Here’s one such, a remarkable account, emailed to me by the above-mentioned flutist, detailing the unique means by which she derives maximum pleasure from sunsets ...

“When you sent me your “Variations Plain and Simple” [for solo flute] you couldn't have known about my personal daily ritual for my soul, but since you shared your music, I'll share how I am using it.

It is an instance of finding and using hidden resources during this year of restrictions.

Fortunately, my house faces west so I can see the sunset. Lately, I have been checking the time for the sunsets and putting it on my calendar.

I set up my music stand in front of a west-facing window. When the sunset begins, I start practicing on my flute. I play a phrase from the Andersen études three times and then stop and observe how the sunset has changed, then go back and practice the phrase again.

The sunset changes slowly, so it is a little boring to just sit and watch it change, but a difficult practice spot allows just the right amount of time to pass between viewings of the sunset.

It turns out that your theme-and-variations coincides very well with the progress of a sunset. The sunset changes in 16-measure units of time. While I check out the change, I decide whether I want to repeat the variation I just played to do it better or if I want to just go on.

When there are no clouds, the direct sun is too bright for the eyes and there are no colors progressing and changing. So a couple of weeks ago, I moved my music stand to a window that faces east. I watched the effects of the sunset upon the mountain. While there was still leaf color on the slopes, I watched the sunset glow turn the foliage from orange to red as I practiced. The snow on the mountain top turned pink. Gradually the whole mountain turned purple, then gray. It was a great flute-sunset time.

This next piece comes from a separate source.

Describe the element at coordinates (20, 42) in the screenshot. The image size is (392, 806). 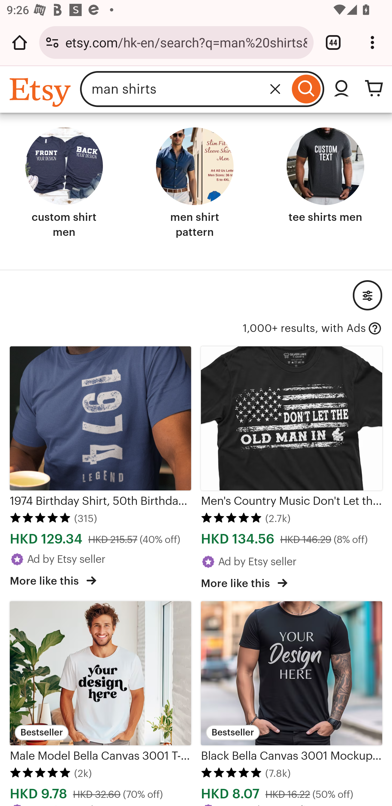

Yesterday, I was playing for the mountains on the east and when they turned gray I thought I was done. I carried my stand and flute back to the bedroom that faces west and, to my surprise, there was still a brilliant orange on the horizon! I thought, "I know what this calls for!" and played a couple of flashy variations from Marin Marais' "Les Folies d'Espagne."

Another option is to practice by the front door. I have some cut glass in the side lights of my front door. When the sun is bright and low, the light splits and casts rainbows on the hallway walls. I can practice and watch the rainbow light move and change just an arm’s length away.

I started to realize that, especially when the sunset was really nice, it made me feel sad at the end because I was left with stark, dark, leafless trees against a gray twilight sky where, a few minutes earlier, there had been a riot of glorious colors.

Solution? Have a candle ready. When the sunset is waning and I put down my flute, I light the candle and take it with me to the kitchen to start making dinner. It helps me get past the sadness.

Not every evening has a brilliant sunset, but I decided I wasn't going to miss any good ones by lack of looking.

Thanks, Rick, for sending me music to enrich that experience.”

Isn’t that wonderful? I replied, thanking her in turn for sending me this splendid account. I included the link to the final movement of my Trio #10 for clarinet, cello and piano, titled “Sunset.” It evokes the melancholy she mentions as well as the gorgeous display of colors a setting sun sometimes shoots out.

The sun is setting on 2020. Look for dawn in 2021.